Plan your FIRE date

Enter your net worth, target retirement spending, and a withdrawal rate. Read the year WealthSense projects you can stop trading hours for money.

6 min Published May 22, 2026 Reviewed May 31, 2026
Screenshots

Time: ~6 min. Need: at least one month of categorised transactions in WealthSense, or your target retirement spending estimated to within €200 a month, plus your current net worth (or a guess within ten percent).

By the end of this you will have a projected year — often a month — when WealthSense thinks you can stop trading hours for money. The number changes when you change the inputs; seeing what moves it the most is where the planning happens.

FIRE planning for EU expats with US RSUs is the methodology piece. This article walks the in-app tool.

Steps

  1. Open the FIRE calculator. From the sidebar, under Wealth, open FIRE Calculator. The page opens with your current net worth pre-filled from your accounts.

    Open the FIRE calculator from the Plan menu Open the FIRE calculator from the Plan menu

  2. Confirm your Target Retirement Spending. WealthSense defaults this to your current annual expenses, then lets you override the retirement target directly. Change it if you know post-FIRE spending looks different — a baby, a sabbatical, a paid-off mortgage. The number you enter is annual post-FIRE spend, not monthly spend.

  3. Pick a withdrawal rate. The default is 4% — the safe-withdrawal-rate convention from the Trinity study. Lean-FIRE readers often pick 3%. Fat-FIRE 4.5% is also defensible. Each one-percent change pushes the date by years, not months — the choice matters.

    Pick a withdrawal rate — 4% is the default convention Pick a withdrawal rate — 4% is the default convention

  4. Read the projection. The page shows the year (and month) your accumulated net worth crosses your FIRE number — defined as your target retirement spending divided by your withdrawal rate. A separate line shows the burn-rate-down-to-zero counterfactual: how long your current net worth would last if you stopped earning today.

  5. Re-run with a lean-FIRE scenario. Drop Target Retirement Spending by twenty percent and watch the date move years earlier. That is the lean-FIRE-vs-regular-FIRE trade-off in one glance: how much earlier do you reach freedom if retirement costs less?

    The lean-FIRE counterfactual moves the date years earlier The lean-FIRE counterfactual moves the date years earlier

You're done when…

You can name your projected FIRE year (or "never" if your current savings rate doesn't get you there yet), you can name two scenarios that move the date earlier, and you know which of the three assumptions — withdrawal rate, expected return, or target retirement spending — moves the date the most when you toggle it.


* TASK OBJECTIVE *
Records follow. Copy every line with "Wednesday".

[Interface dataset entries]
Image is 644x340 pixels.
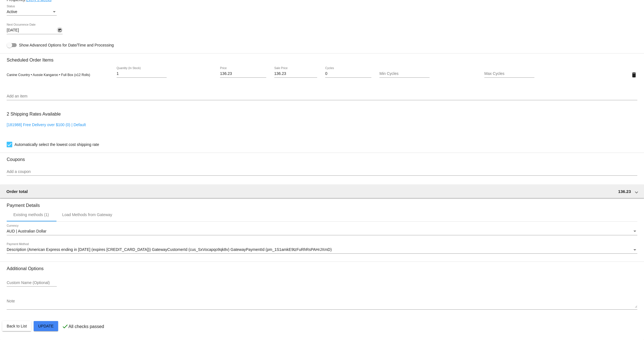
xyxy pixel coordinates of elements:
[220,72,266,76] input: Price
[485,72,534,76] input: Max Cycles
[7,53,637,63] h3: Scheduled Order Items
[7,229,637,234] mat-select: Currency
[15,141,99,148] span: Automatically select the lowest cost shipping rate
[7,28,57,32] input: Next Occurrence Date
[7,153,637,162] h3: Coupons
[2,321,31,331] button: Back to List
[7,229,46,234] span: AUD | Australian Dollar
[7,170,637,174] input: Add a coupon
[57,27,63,33] button: Open calendar
[7,9,17,14] span: Active
[275,72,317,76] input: Sale Price
[7,108,61,120] h3: 2 Shipping Rates Available
[38,324,54,328] span: Update
[7,189,28,194] span: Order total
[7,73,90,77] span: Canine Country • Aussie Kangaroo • Full Box (x12 Rolls)
[631,72,637,78] mat-icon: delete
[7,123,86,127] a: [181988] Free Delivery over $100 (0) | Default
[63,213,112,217] div: Load Methods from Gateway
[34,321,59,331] button: Update
[7,324,26,328] span: Back to List
[7,266,637,272] h3: Additional Options
[7,94,637,99] input: Add an item
[618,189,632,194] span: 136.23
[7,199,637,208] h3: Payment Details
[326,72,372,76] input: Cycles
[7,10,57,14] mat-select: Status
[7,248,637,253] mat-select: Payment Method
[379,72,430,76] input: Min Cycles
[13,213,49,217] div: Existing methods (1)
[7,248,331,252] span: Description (American Express ending in [DATE] (expires [CREDIT_CARD_DATA])) GatewayCustomerId (c...
[68,324,104,329] p: All checks passed
[62,323,68,330] mat-icon: check
[116,72,167,76] input: Quantity (In Stock)
[19,42,114,48] span: Show Advanced Options for Date/Time and Processing
[7,281,57,286] input: Custom Name (Optional)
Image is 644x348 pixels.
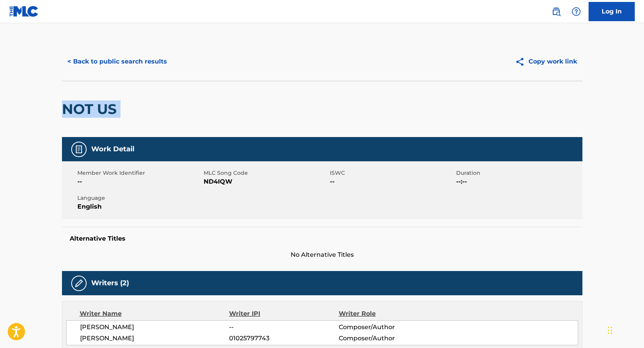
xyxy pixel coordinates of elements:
[91,145,135,154] h5: Work Detail
[77,202,202,211] span: English
[62,52,172,71] button: < Back to public search results
[80,323,229,332] span: [PERSON_NAME]
[74,279,83,288] img: Writers
[229,323,338,332] span: --
[77,194,202,202] span: Language
[204,169,328,177] span: MLC Song Code
[70,235,574,242] h5: Alternative Titles
[549,4,564,19] a: Public Search
[572,7,580,16] img: help
[9,6,39,17] img: MLC Logo
[204,177,328,186] span: ND4IQW
[74,145,83,154] img: Work Detail
[329,169,454,177] span: ISWC
[456,177,580,186] span: --:--
[568,4,584,19] div: Help
[62,100,120,118] h2: NOT US
[589,2,635,21] a: Log In
[509,52,582,71] button: Copy work link
[339,309,438,318] div: Writer Role
[607,319,612,342] div: Drag
[515,57,528,66] img: Copy work link
[62,251,582,259] span: No Alternative Titles
[339,323,438,332] span: Composer/Author
[339,334,438,343] span: Composer/Author
[77,177,202,186] span: --
[80,309,229,318] div: Writer Name
[91,279,129,288] h5: Writers (2)
[329,177,454,186] span: --
[551,7,561,16] img: search
[605,311,644,348] iframe: Chat Widget
[229,334,338,343] span: 01025797743
[77,169,202,177] span: Member Work Identifier
[456,169,580,177] span: Duration
[80,334,229,343] span: [PERSON_NAME]
[229,309,339,318] div: Writer IPI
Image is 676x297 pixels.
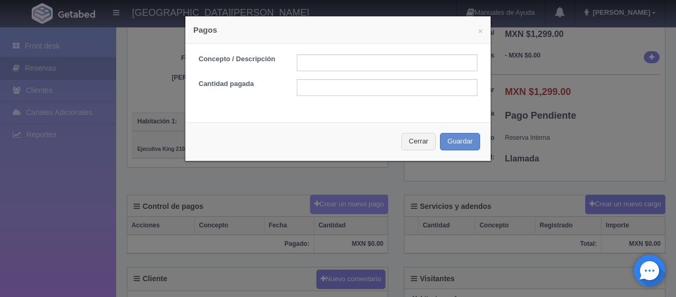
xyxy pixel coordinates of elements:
label: Cantidad pagada [191,79,289,89]
button: Guardar [440,133,480,150]
h4: Pagos [193,24,482,35]
label: Concepto / Descripción [191,54,289,64]
button: × [478,27,482,35]
button: Cerrar [401,133,435,150]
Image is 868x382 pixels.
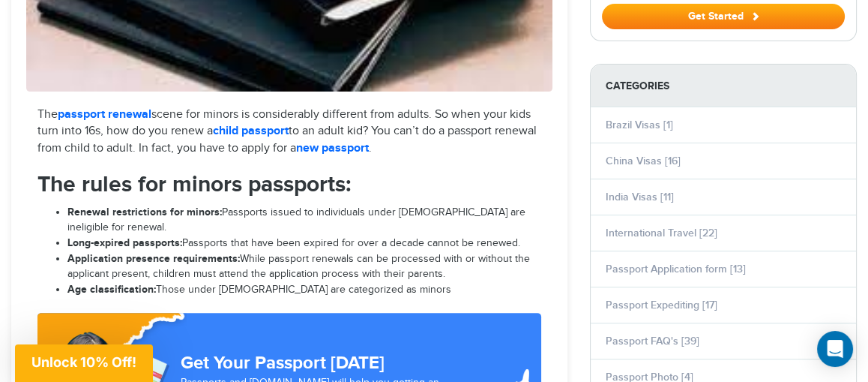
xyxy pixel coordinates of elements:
[67,251,542,282] li: While passport renewals can be processed with or without the applicant present, children must att...
[591,65,856,107] strong: Categories
[67,282,156,296] strong: Age classification:
[606,154,681,167] a: China Visas [16]
[606,335,699,347] a: Passport FAQ's [39]
[67,205,222,218] strong: Renewal restrictions for minors:
[37,171,351,198] strong: The rules for minors passports:
[606,262,746,275] a: Passport Application form [13]
[606,190,674,203] a: India Visas [11]
[606,298,718,311] a: Passport Expediting [17]
[15,344,153,382] div: Unlock 10% Off!
[67,204,542,235] li: Passports issued to individuals under [DEMOGRAPHIC_DATA] are ineligible for renewal.
[297,141,369,155] a: new passport
[817,331,853,366] div: Open Intercom Messenger
[67,236,182,249] strong: Long-expired passports:
[67,252,240,265] strong: Application presence requirements:
[606,227,718,239] a: International Travel [22]
[58,107,151,121] a: passport renewal
[67,235,542,251] li: Passports that have been expired for over a decade cannot be renewed.
[67,282,542,297] li: Those under [DEMOGRAPHIC_DATA] are categorized as minors
[37,106,542,158] p: The scene for minors is considerably different from adults. So when your kids turn into 16s, how ...
[602,4,845,29] button: Get Started
[606,119,674,131] a: Brazil Visas [1]
[32,354,136,370] span: Unlock 10% Off!
[213,124,289,138] a: child passport
[181,351,385,374] strong: Get Your Passport [DATE]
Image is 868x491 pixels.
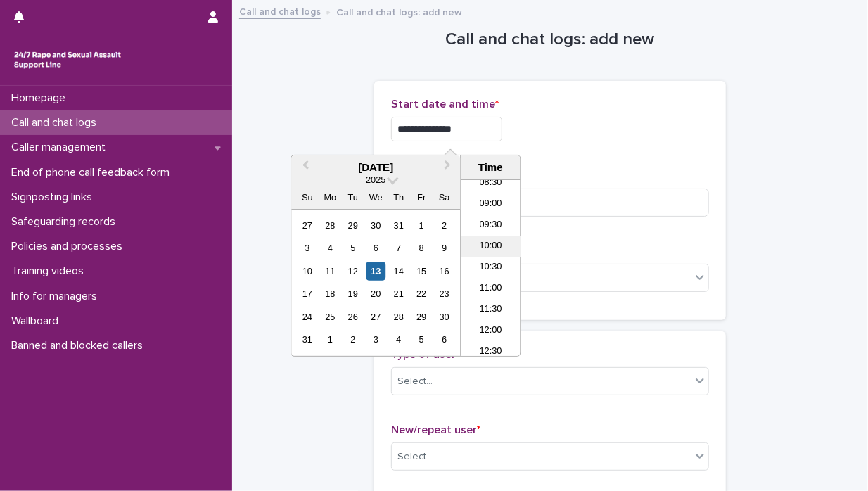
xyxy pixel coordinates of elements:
[397,374,433,389] div: Select...
[460,300,520,320] li: 11:30
[6,92,77,105] p: Homepage
[6,315,70,328] p: Wallboard
[320,188,340,206] div: Mo
[297,330,316,349] div: Choose Sunday, August 31st, 2025
[460,320,520,342] li: 12:00
[366,284,385,303] div: Choose Wednesday, August 20th, 2025
[320,284,340,303] div: Choose Monday, August 18th, 2025
[239,2,320,19] a: Call and chat logs
[434,188,454,206] div: Sa
[391,98,498,110] span: Start date and time
[460,216,520,236] li: 09:30
[389,330,408,349] div: Choose Thursday, September 4th, 2025
[343,238,362,257] div: Choose Tuesday, August 5th, 2025
[297,261,316,280] div: Choose Sunday, August 10th, 2025
[320,261,340,280] div: Choose Monday, August 11th, 2025
[391,349,459,360] span: Type of user
[412,330,431,349] div: Choose Friday, September 5th, 2025
[460,173,520,194] li: 08:30
[389,238,408,257] div: Choose Thursday, August 7th, 2025
[460,194,520,216] li: 09:00
[343,330,362,349] div: Choose Tuesday, September 2nd, 2025
[434,216,454,235] div: Choose Saturday, August 2nd, 2025
[434,307,454,326] div: Choose Saturday, August 30th, 2025
[389,188,408,206] div: Th
[434,284,454,303] div: Choose Saturday, August 23rd, 2025
[6,290,108,303] p: Info for managers
[343,216,362,235] div: Choose Tuesday, July 29th, 2025
[412,216,431,235] div: Choose Friday, August 1st, 2025
[6,166,181,179] p: End of phone call feedback form
[320,238,340,257] div: Choose Monday, August 4th, 2025
[460,279,520,300] li: 11:00
[297,284,316,303] div: Choose Sunday, August 17th, 2025
[389,216,408,235] div: Choose Thursday, July 31st, 2025
[389,284,408,303] div: Choose Thursday, August 21st, 2025
[297,238,316,257] div: Choose Sunday, August 3rd, 2025
[292,156,315,179] button: Previous Month
[412,284,431,303] div: Choose Friday, August 22nd, 2025
[6,240,134,253] p: Policies and processes
[343,188,362,206] div: Tu
[6,216,126,229] p: Safeguarding records
[412,307,431,326] div: Choose Friday, August 29th, 2025
[434,261,454,280] div: Choose Saturday, August 16th, 2025
[365,175,385,185] span: 2025
[434,238,454,257] div: Choose Saturday, August 9th, 2025
[434,330,454,349] div: Choose Saturday, September 6th, 2025
[297,216,316,235] div: Choose Sunday, July 27th, 2025
[366,238,385,257] div: Choose Wednesday, August 6th, 2025
[397,449,433,464] div: Select...
[412,238,431,257] div: Choose Friday, August 8th, 2025
[412,261,431,280] div: Choose Friday, August 15th, 2025
[366,188,385,206] div: We
[391,424,480,435] span: New/repeat user
[460,342,520,363] li: 12:30
[6,116,107,129] p: Call and chat logs
[6,339,154,352] p: Banned and blocked callers
[6,265,95,278] p: Training videos
[296,214,455,351] div: month 2025-08
[366,307,385,326] div: Choose Wednesday, August 27th, 2025
[366,216,385,235] div: Choose Wednesday, July 30th, 2025
[412,188,431,206] div: Fr
[297,188,316,206] div: Su
[320,216,340,235] div: Choose Monday, July 28th, 2025
[12,46,124,74] img: rhQMoQhaT3yELyF149Cw
[297,307,316,326] div: Choose Sunday, August 24th, 2025
[460,236,520,257] li: 10:00
[320,307,340,326] div: Choose Monday, August 25th, 2025
[320,330,340,349] div: Choose Monday, September 1st, 2025
[343,307,362,326] div: Choose Tuesday, August 26th, 2025
[374,29,726,50] h1: Call and chat logs: add new
[460,257,520,279] li: 10:30
[366,261,385,280] div: Choose Wednesday, August 13th, 2025
[343,284,362,303] div: Choose Tuesday, August 19th, 2025
[336,3,462,19] p: Call and chat logs: add new
[343,261,362,280] div: Choose Tuesday, August 12th, 2025
[464,161,516,174] div: Time
[291,161,460,174] div: [DATE]
[6,141,117,154] p: Caller management
[389,261,408,280] div: Choose Thursday, August 14th, 2025
[6,191,103,204] p: Signposting links
[438,156,460,179] button: Next Month
[366,330,385,349] div: Choose Wednesday, September 3rd, 2025
[389,307,408,326] div: Choose Thursday, August 28th, 2025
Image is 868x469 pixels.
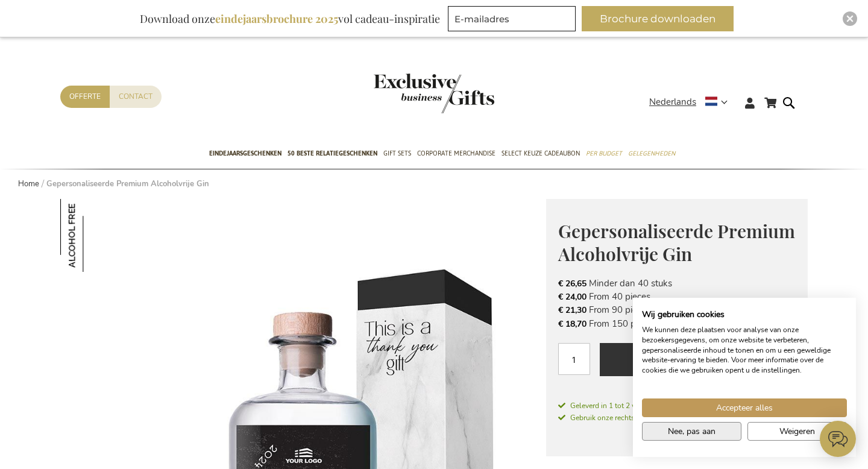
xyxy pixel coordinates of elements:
[18,178,39,189] a: Home
[641,309,847,320] h2: Wij gebruiken cookies
[668,424,715,437] span: Nee, pas aan
[558,219,795,267] span: Gepersonaliseerde Premium Alcoholvrije Gin
[215,12,338,26] b: eindejaarsbrochure 2025
[383,147,411,160] span: Gift Sets
[843,12,856,26] div: Close
[374,74,434,113] a: store logo
[819,420,855,456] iframe: belco-activator-frame
[558,343,590,375] input: Aantal
[416,147,495,160] span: Corporate Merchandise
[599,343,795,376] button: Ontwerp en voeg toe
[641,421,741,441] button: Pas cookie voorkeuren aan
[558,318,586,330] span: € 18,70
[641,398,847,416] button: Accepteer alle cookies
[60,86,110,108] a: Offerte
[581,6,733,31] button: Brochure downloaden
[374,74,494,113] img: Exclusive Business gifts logo
[209,147,281,160] span: Eindejaarsgeschenken
[747,421,847,441] button: Alle cookies weigeren
[558,411,706,423] a: Gebruik onze rechtstreekse verzendservice
[558,400,795,411] a: Geleverd in 1 tot 2 werkdagen
[448,6,579,35] form: marketing offers and promotions
[448,6,575,31] input: E-mailadres
[779,424,814,437] span: Weigeren
[558,276,795,290] li: Minder dan 40 stuks
[47,178,209,189] strong: Gepersonaliseerde Premium Alcoholvrije Gin
[558,290,795,303] li: From 40 pieces
[134,6,446,31] div: Download onze vol cadeau-inspiratie
[641,325,847,376] p: We kunnen deze plaatsen voor analyse van onze bezoekersgegevens, om onze website te verbeteren, g...
[586,147,622,160] span: Per Budget
[628,147,674,160] span: Gelegenheden
[558,291,586,303] span: € 24,00
[501,147,580,160] span: Select Keuze Cadeaubon
[558,277,586,289] span: € 26,65
[558,305,586,315] span: € 21,30
[60,198,133,271] img: Gepersonaliseerde Premium Alcoholvrije Gin
[287,147,378,160] span: 50 beste relatiegeschenken
[716,401,773,414] span: Accepteer alles
[110,86,162,108] a: Contact
[649,95,735,109] div: Nederlands
[649,95,696,109] span: Nederlands
[558,317,795,330] li: From 150 pieces
[558,303,795,316] li: From 90 pieces
[558,413,706,422] span: Gebruik onze rechtstreekse verzendservice
[846,15,853,22] img: Close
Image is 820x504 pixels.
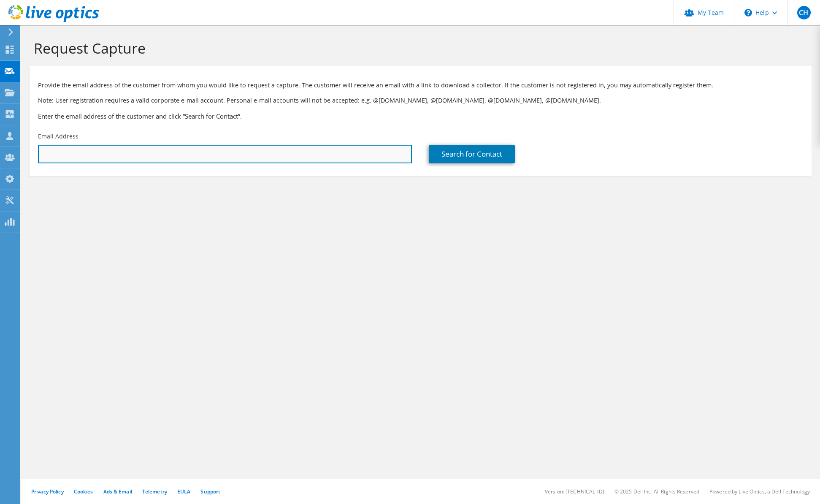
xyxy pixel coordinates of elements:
span: CH [798,6,811,19]
svg: \n [745,9,752,17]
li: Powered by Live Optics, a Dell Technology [709,487,810,495]
a: Search for Contact [429,144,515,163]
a: Support [200,487,220,495]
li: Version: [TECHNICAL_ID] [545,487,605,495]
li: © 2025 Dell Inc. All Rights Reserved [615,487,699,495]
label: Email Address [38,132,79,141]
a: EULA [177,487,190,495]
h1: Request Capture [34,39,803,57]
p: Provide the email address of the customer from whom you would like to request a capture. The cust... [38,81,803,90]
a: Privacy Policy [31,487,64,495]
a: Ads & Email [103,487,132,495]
a: Cookies [74,487,93,495]
a: Telemetry [142,487,167,495]
p: Note: User registration requires a valid corporate e-mail account. Personal e-mail accounts will ... [38,96,803,105]
h3: Enter the email address of the customer and click “Search for Contact”. [38,111,803,121]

* RESPONSE FOR THIS EXERCISE *
[366,284,385,303] div: Choose Wednesday, August 20th, 2025
[366,238,385,257] div: Choose Wednesday, August 6th, 2025
[366,307,385,326] div: Choose Wednesday, August 27th, 2025
[366,216,385,235] div: Choose Wednesday, July 30th, 2025
[366,261,385,280] div: Choose Wednesday, August 13th, 2025
[366,330,385,349] div: Choose Wednesday, September 3rd, 2025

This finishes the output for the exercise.